Remember the original reason he picked the second road, because it was “perhaps” better, as it was “grassy and wanted wear”? The reason which, on closer examination, turned out to be flimsy as the difference was negligible? No matter; he's going to stick to that story. Years later, at parties and to grandchildren, he's going to make the difference seem larger than it was. Exaggerate it, put on an act (“telling this with a sigh”), claim that his decision has always been to take the less-travelled road, and that this has made a difference.

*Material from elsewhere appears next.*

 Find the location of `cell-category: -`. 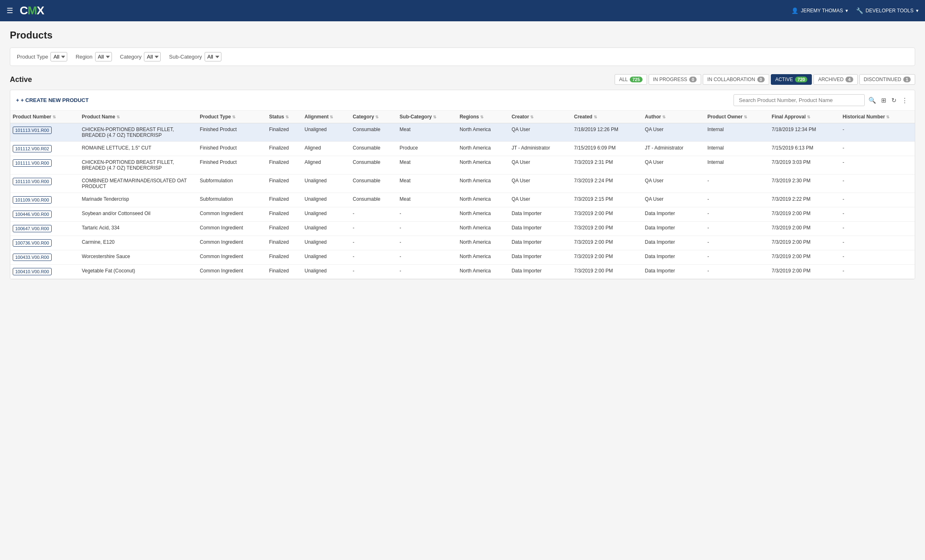

cell-category: - is located at coordinates (374, 229).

So those who take the last three lines and think that they represent Frost's intention can be said to have “misunderstod” the poem. (See similar comments by David Orr, in video and in text — he's written an entire book called The Road Not Taken: Finding America in the Poem Everyone Loves and Almost Everyone Gets Wrong and the excerpt linked is good reading.) It is also telling that many people misremember the poem's title as The Road Less Traveled: Frost may have intended the title The Road Not Taken to be about the road he did not take, but many people who are strongly affected by the last lines seem to have interpreted the poem as being about the road not taken by (many) others: the less-travelled road he did take.
However, (as I said at the beginning of this answer), they are perfectly valid in their understanding of those three lines specifically, which are indeed intended to convey the idea they have. (That's why he's going to say it “ages and ages hence”: because it is really an awesome thing to say!) The poet is fooling around and mocking the utterance of that idea, sure, as is clear from reading the entire poem and as convincingly demonstrated by the historical research in Rand al-Thor's answer, but the poet is also on to something more here.
The metaphorical application of the poem to a scope beyond forest-navigation is obvious, as the experience is universal: we have all been faced with questions like “which subjects should I study?” “Should I stay at my current job or take the new one?”. And we have responded with reasoning like “I will study [X] because it will fulfill my soul” or “I will stay at my current job because career prospects are better”. But people change, the world changes, and this reasoning may turn out to be rubbish. We are left rationalizing the choices we did make, or overstating their significance.
This is life. We are faced with choices; we hesitate and waver; we consider one option and then the other; we pick somewhat randomly for reasons that seem good at the time; we know these reasons don't always hold water; we may tell ourselves we can still try the other one and only sometimes admit to ourselves that the decision may be irrevocable; we later muse/wonder about having taken the other choice (The Road Not Taken); we make peace by telling grand stories about how our choice was the right one (or sorrow by telling how our choice was the bad one). So the last lines may be an act, but the propensity to put on such an act is very real.
Possibly without intending it, Frost has created a masterpiece that succinctly captures all of this in 20 memorable lines (with rhyme and metre), with the images of a “yellow wood” to boot.
Having understood all this about human nature though, one arrives at a maturity that goes back to the point Frost was trying to make to his friend Edward Thomas (again, see Rand al-Thor's answer): no matter which choice we make, we'll go through the same sequence of emotions anyway. It's just two roads in a wood; the choice doesn't matter. Quit agonizing so much, pick one and keep moving.
A couple of comments based on other Frost poems:
This is not the only Frost quote that is loved by people even though the context of the poem is against it. Many people attribute “Good fences make good neighbors” to Frost or his poem Mending Wall, even though in the poem the narrator is speaking against someone who utters that proverb mindlessly. (Here too, the distinction between someone who says something and means it, and the poet thinking about the act of saying it.)
In a sense, Frost's Fire And Ice is also a similar consideration-reconsideration, which you could call “contradicting himself”: picking one option and then saying the other will do too.